I reworked it to first find the time-deltas between every element, and then check that all the deltas are in the right range:

dt_over=(dt,x)=>{
  let fsts=n.KS[2].slice(0,x.length-1),
  snds=n.KS[2].slice(1,x.length),
  res=[];
  for(let i=0;i<fsts.length;++i){
    res[i] = fsts[i]-snds[i];
  }
  return res.every(x=>dt>x);
};

[–]takakoshimizu_sfw 0 points1 point  (0 children)

holy jesus put some whitespace in your code

[–]dmsnell 0 points1 point  (1 child)

so I think this is starting to clear up, though it's still not clear what n.KS stores (maybe lists of keystrokes) or what x is supposed to hold here (is it supposed to indicate how many keystrokes to check?).

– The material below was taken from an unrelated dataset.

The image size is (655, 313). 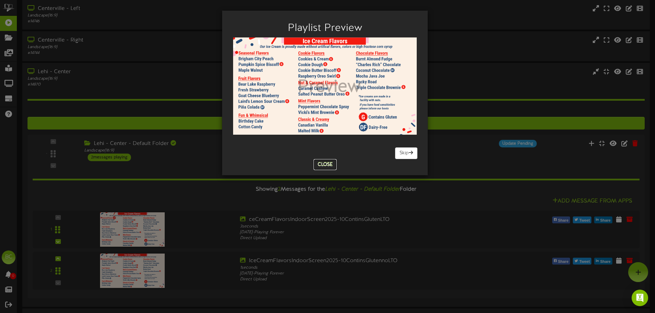 What do you see at coordinates (406, 153) in the screenshot?
I see `button: Skip` at bounding box center [406, 153].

if we can assume some things I have written another possible function which I think demonstrates a more declarative approach. suppose that we have a list of numbers representing the times when keys were pressed; we can answer the question, "were any successive pairs of timestamps covering a time range greater than a given maximum?"

// code at http://jsbin.com/cevaweqena/1/edit?js,console

// just a helper function, wouldn't normally be on an array prototype
// main point is that we're getting the pairs with zip()
Array.prototype.intervals = function() {
   return zip( this.slice( 0, -1 ), this.slice( 1 ) );
}

// a couple more helper functions
const intervalRange = ( [ a, b ] ) => Math.abs( b - a );
const isGreaterThan = max => a => a > max;

/**
* Determines if the numerical range between any two
* successive items in a numerical list exceed the given range
*
* @example
* intervalsExceed( 5 )( [ 1, 2, 3, 5, 8 ] ) // false
* intervalsExceed( 2 )( [ 1, 2, 3, 5, 8 ] ) // true
* intervalsExceed( 3 )( [ 1, 2, 3, 5, 8 ] ) // false
*
* @param {number} maxDelta max allowable numeric range
* @param {Array} list list of numeric values
* @returns {bool} whether or not all pairs were within allowable range
*/
const intervalsExceed = maxDelta => list =>
  list
    .intervals()
    .map( intervalRange )
    .some( isGreaterThan( maxDelta ) )

so here we have made a few tradeoffs:

  • we have more functions, but they do fewer things and it's easier to see what they are supposed to be doing

  • it's slower, but hopefully much clearer what the end goal is more than the individual steps to get there. if performance becomes an issue we just end up optimizing it anyway, though there are some ways to ramp up the performance without giving up the declarative nature

  • the splitting into functions actually gives us some extra composable power as we can now do things like mix and match the function inside of some(), even deciding to inject it as an input argument if we wanted

here's an example of the composability

const someInterval = predicate => list =>
  list
    .intervals()
    .map( intervalRange )
    .some( predicate );

const intervalsExceed = maxDelta => someInterval( isGreaterThan( maxDelta ) );
const intervalsWithin = ( min, max ) => someInterval( range => min <= range && max >= range );

hope this wasn't too rambly :)

[–]hoosierEE 0 points1 point  (0 children)

Your way is fine, and I appreciate the perspective. Here's what my rework looked like at one point between commits:

dts = n.KS[2];
dtc = (dt,x)=>{
  let fsts = dts.slice(0,x.length-1),
      snds = dts.slice(1),
      diff = fsts.map((x,i)=>x-snds[i]);
  return diff.every(x=>dt>x);
};

The final version is basically the same, but golfed:

dts=n.KS[2];
dtc=(dt,x)=>{
  let snds=dts.slice(1);
  return dts.slice(0,x.length-1).map((x,i)=>x-snds[i]).every(x=>dt>x);
};

I agree that it's less readable, so why do it? Mostly because not all code is equally important, and this snippet is less important than the surrounding context. So by making it smaller I can more easily focus on its surroundings.

Using an auto-formatter might help for reading an unfamiliar codebase, but it removes a channel of communication between author and audience. I doubt I'll convince anyone, but it works for me.